Games Monitor

Skip to main content.

Legacy

Charges dropped against Games Monitor whistle blower

Before the London Olympics documents allegedly leaked, hacked, obtained from private "intelligence" company Stratfor showed that Games Monitor had attracted the interests of this intelligence gathering outfit, whose client list includes Olympic sponsor Dow Chemical. Having read Stratfor's intelligence report on Games Monitor and Julian Cheyne I would urge clients of Stratfor to think again before renewing contracts as the information in their report on Games Monitor and Julian Cheyne was inaccurate. The article below is from Democracy Now.


| | | | | | | | | | | | |

bailout bonus bonanza

Boosted by their bailouts, LendLease and 'London and Continental Railways' (aka the Department for Transport) are building big in Stratford City.


| | |

Building the Olympic Park on this flood plain has consequences

At 7.20am on Saturday 1 February I received an automated phone call, at home in Lower Clapton in Hackney, from the Environment Agency warning me about the high risk of flooding from the River Lee. At the same time I received this email from them:


| | | | |

bombastic pants

Its inspiring to read the news before its news isn't it. For example London Legacy Development Corporation announces opening plans for the Queen Elizabeth Olympic Park, 11 May 2012


| | | | |

Fish killed in the River Lea. Pushed to their limits by environmental mismanagement

Fish were killed in numbers on Tuesday July 23 by Oxygen depletion of the River Lee downstream of Deephams sewage works in Tottenham. Climate change has created the conditions for an exceptional heatwave to become a more frequent possibility.

The amount of water extracted upstream for human use is considerable. Downstream about 50%-80% of the water body can be treated sewage. During the dry summer months there often isn't enough water-flow to provide reliable conditions for the fish. The amount of dissolved Oxygen in the water in a rain free heatwave can become so depleted that fish begin to suffer.


| | | | | |

Regeneration, the 2012 Olympics and the gentrification of East London

It's Not For Us

Paul Watt

This paper examines the much-hyped 2012 Olympic Games ‘legacy’ in relation to the displacement experiences of lower-income East Londoners. The paper begins by outlining the overall context of housing-related regeneration including the reduced role for social housing, especially council (public) housing in London.


| | | | | | | | | | | |

A Bankrupt Field of Dreams

The fraught disputes over how best to recoup the high construction and maintenance costs of the London Olympic stadium conform to a pattern previously seen elsewhere in England and abroad. The story of the Don Valley stadium in Sheffield provides a cautionary tale of how the visionary delusions of ambitious politicians end up ruining the chances of ordinary people gaining adequate access to affordable opportunities for healthy recreation.


| | | | | | | |

To the Manor born - 15% affordable housing in the Aftermath Zone?

Back in September Games Monitor reported that the amount of affordable housing in the Aftermath Zone (it's time to think of some more imaginative names than the QEII Park - suggestions welcome) would be reduced to 28%. The LLDC had waited to reveal this to, of all people, an American Community Land Trust organiser, Greg Rosenberg, who was visiting London to promote CLTs.


| | | | | | | |

Another fine Olympic Legacy - Justice for Bolt!

Usain Bolt is to get £500,000 for appearing at this summer's Olympics Anniversary event. Up till now Bolt has been the victim of 'punitive' tax laws which have prevented him earning these absurd sums in the past, but now the law has been changed to rectify this injustice! His British rivals, the likes of Ennis and Farah, will have to make do with a miserable £100,000 or so.


| | | | | | |

Rage against the LVRPA

The Law of Unintended Consequences kicks in in the post-Olympics discontent with a campaign in South London against paying any more money to the Lea Valley Regional Park Authority in North-East London. Local politicians are annoyed that South London boroughs each pay hundreds of thousands of pounds to maintain the Lea Valley Park, which South Londoners seldom use, when it has just gained tax-payer funded facilities worth £170 million from the Olympics. They've got their own Regional Park in the Wandle Valley and think the money should go there.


# Directions for this task
Throughout the records below, find each line holding "fold" and copy it.

== Entries supplied

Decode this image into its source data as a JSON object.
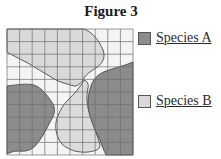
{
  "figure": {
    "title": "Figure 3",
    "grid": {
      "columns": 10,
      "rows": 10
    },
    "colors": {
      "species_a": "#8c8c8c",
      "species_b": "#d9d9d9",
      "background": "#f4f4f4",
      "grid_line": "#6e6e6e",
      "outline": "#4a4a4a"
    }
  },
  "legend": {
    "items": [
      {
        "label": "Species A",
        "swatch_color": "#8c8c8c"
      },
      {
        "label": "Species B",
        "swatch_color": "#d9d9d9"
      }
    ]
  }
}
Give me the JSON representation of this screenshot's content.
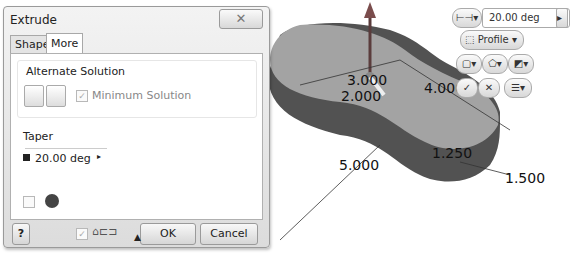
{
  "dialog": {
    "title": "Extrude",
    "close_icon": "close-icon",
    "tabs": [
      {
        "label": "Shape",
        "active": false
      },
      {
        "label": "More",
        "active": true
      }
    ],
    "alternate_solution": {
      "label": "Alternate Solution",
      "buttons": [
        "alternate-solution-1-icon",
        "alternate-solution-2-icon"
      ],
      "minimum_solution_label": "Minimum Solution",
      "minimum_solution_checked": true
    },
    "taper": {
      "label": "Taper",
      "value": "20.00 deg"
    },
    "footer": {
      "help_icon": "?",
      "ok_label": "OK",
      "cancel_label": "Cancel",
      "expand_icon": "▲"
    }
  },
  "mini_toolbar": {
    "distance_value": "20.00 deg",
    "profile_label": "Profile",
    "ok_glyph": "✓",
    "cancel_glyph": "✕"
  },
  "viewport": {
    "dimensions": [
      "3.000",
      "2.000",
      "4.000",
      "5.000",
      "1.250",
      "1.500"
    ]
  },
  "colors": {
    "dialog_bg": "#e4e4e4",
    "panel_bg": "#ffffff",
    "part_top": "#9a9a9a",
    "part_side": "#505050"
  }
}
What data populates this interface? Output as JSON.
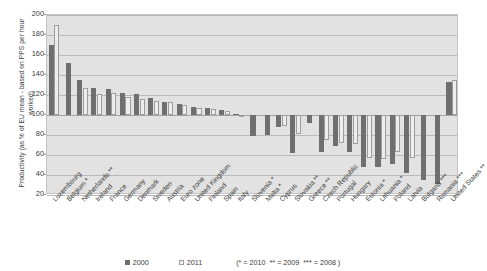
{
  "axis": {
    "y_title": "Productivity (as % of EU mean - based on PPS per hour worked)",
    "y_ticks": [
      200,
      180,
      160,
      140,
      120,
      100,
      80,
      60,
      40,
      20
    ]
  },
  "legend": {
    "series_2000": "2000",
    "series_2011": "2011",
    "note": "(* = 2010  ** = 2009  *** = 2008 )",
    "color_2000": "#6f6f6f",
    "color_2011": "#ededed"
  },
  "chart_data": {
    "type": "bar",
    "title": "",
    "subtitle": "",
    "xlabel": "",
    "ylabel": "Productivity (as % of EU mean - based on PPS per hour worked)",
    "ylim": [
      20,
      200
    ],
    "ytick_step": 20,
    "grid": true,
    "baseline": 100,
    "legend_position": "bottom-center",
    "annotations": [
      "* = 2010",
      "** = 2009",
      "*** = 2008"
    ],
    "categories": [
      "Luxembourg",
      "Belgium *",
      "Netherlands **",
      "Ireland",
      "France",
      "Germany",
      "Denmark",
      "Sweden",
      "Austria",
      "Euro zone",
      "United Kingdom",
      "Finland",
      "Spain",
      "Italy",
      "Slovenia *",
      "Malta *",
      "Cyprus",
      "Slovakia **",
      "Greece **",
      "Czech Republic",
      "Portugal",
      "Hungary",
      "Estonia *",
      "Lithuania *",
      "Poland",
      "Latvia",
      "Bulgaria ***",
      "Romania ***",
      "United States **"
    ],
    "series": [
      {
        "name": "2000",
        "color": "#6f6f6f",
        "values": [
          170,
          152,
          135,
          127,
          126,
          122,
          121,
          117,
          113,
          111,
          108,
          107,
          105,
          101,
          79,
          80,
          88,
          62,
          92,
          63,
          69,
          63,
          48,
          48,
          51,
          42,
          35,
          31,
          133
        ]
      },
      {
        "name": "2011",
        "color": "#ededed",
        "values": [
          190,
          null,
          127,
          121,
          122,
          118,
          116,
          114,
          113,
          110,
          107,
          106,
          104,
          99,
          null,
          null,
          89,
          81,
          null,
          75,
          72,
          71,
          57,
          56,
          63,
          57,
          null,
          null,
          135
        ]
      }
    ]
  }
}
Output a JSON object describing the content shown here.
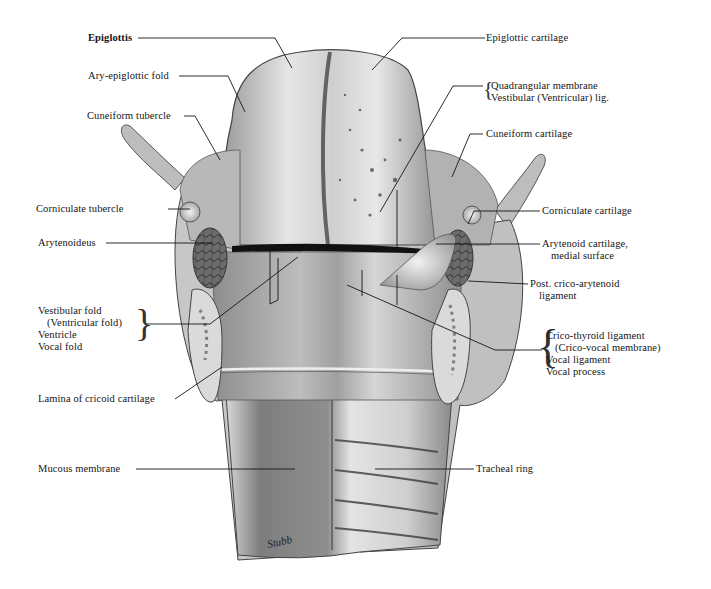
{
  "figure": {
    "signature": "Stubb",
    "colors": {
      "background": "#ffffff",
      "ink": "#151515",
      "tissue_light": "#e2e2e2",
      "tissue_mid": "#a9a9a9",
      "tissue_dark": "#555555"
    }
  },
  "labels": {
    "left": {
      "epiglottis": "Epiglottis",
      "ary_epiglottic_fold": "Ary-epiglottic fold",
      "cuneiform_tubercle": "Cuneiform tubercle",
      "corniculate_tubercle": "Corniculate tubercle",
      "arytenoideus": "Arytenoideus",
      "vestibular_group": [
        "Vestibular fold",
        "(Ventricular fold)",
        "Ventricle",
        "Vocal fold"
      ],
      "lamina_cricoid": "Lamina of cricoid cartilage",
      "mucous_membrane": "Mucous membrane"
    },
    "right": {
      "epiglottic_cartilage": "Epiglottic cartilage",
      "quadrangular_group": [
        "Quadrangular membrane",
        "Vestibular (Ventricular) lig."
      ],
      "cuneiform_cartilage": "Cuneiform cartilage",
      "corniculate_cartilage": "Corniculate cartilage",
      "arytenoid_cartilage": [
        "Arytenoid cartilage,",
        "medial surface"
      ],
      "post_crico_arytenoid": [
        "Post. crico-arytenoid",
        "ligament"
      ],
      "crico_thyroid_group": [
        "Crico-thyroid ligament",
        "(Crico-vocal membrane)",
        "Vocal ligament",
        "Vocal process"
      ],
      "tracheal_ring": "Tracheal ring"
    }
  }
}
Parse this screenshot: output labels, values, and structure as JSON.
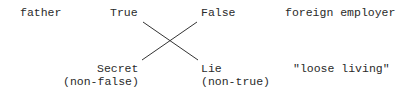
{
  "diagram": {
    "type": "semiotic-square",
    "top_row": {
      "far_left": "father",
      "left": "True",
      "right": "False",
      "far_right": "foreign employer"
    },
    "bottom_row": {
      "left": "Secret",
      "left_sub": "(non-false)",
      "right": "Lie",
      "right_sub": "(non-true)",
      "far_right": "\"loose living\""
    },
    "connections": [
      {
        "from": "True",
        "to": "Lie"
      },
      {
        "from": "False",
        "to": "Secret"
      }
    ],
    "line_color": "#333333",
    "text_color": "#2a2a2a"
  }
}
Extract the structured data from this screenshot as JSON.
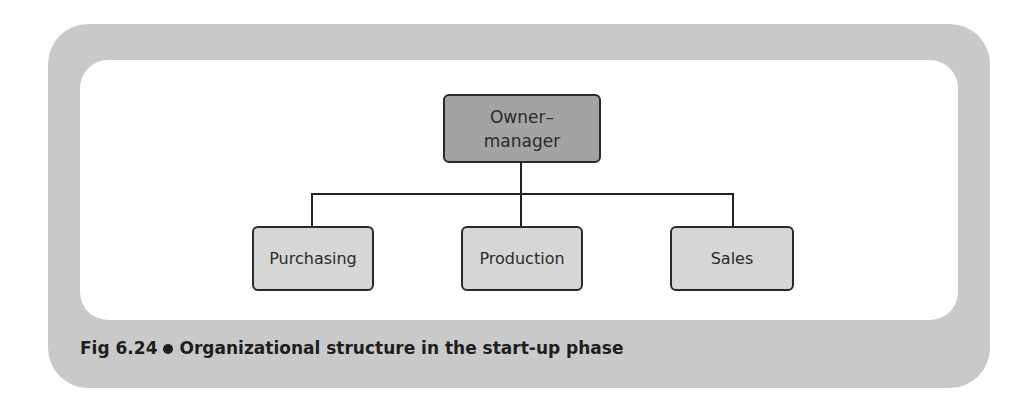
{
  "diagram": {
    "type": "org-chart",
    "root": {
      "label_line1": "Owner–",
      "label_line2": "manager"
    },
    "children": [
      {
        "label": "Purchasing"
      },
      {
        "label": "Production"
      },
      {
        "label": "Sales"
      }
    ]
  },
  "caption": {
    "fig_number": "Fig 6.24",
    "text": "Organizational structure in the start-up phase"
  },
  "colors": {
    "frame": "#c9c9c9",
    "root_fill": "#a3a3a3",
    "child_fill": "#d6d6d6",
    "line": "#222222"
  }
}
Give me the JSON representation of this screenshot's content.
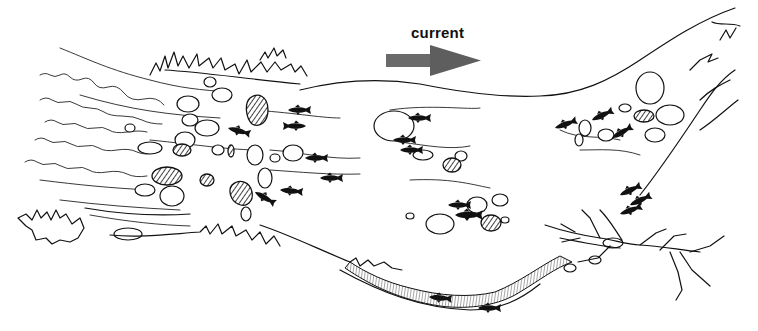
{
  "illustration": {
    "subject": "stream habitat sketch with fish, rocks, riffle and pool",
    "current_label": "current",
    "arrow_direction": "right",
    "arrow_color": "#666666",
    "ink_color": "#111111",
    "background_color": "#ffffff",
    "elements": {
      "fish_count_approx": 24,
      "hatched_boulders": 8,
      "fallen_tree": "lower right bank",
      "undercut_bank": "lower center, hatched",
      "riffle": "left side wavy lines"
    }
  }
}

====

# Output of the exercise
      "ary_epiglottic_fold": "Ary-epiglottic fold",
        "Vestibular fold",
        "(Ventricular fold)",
        "Vocal fold"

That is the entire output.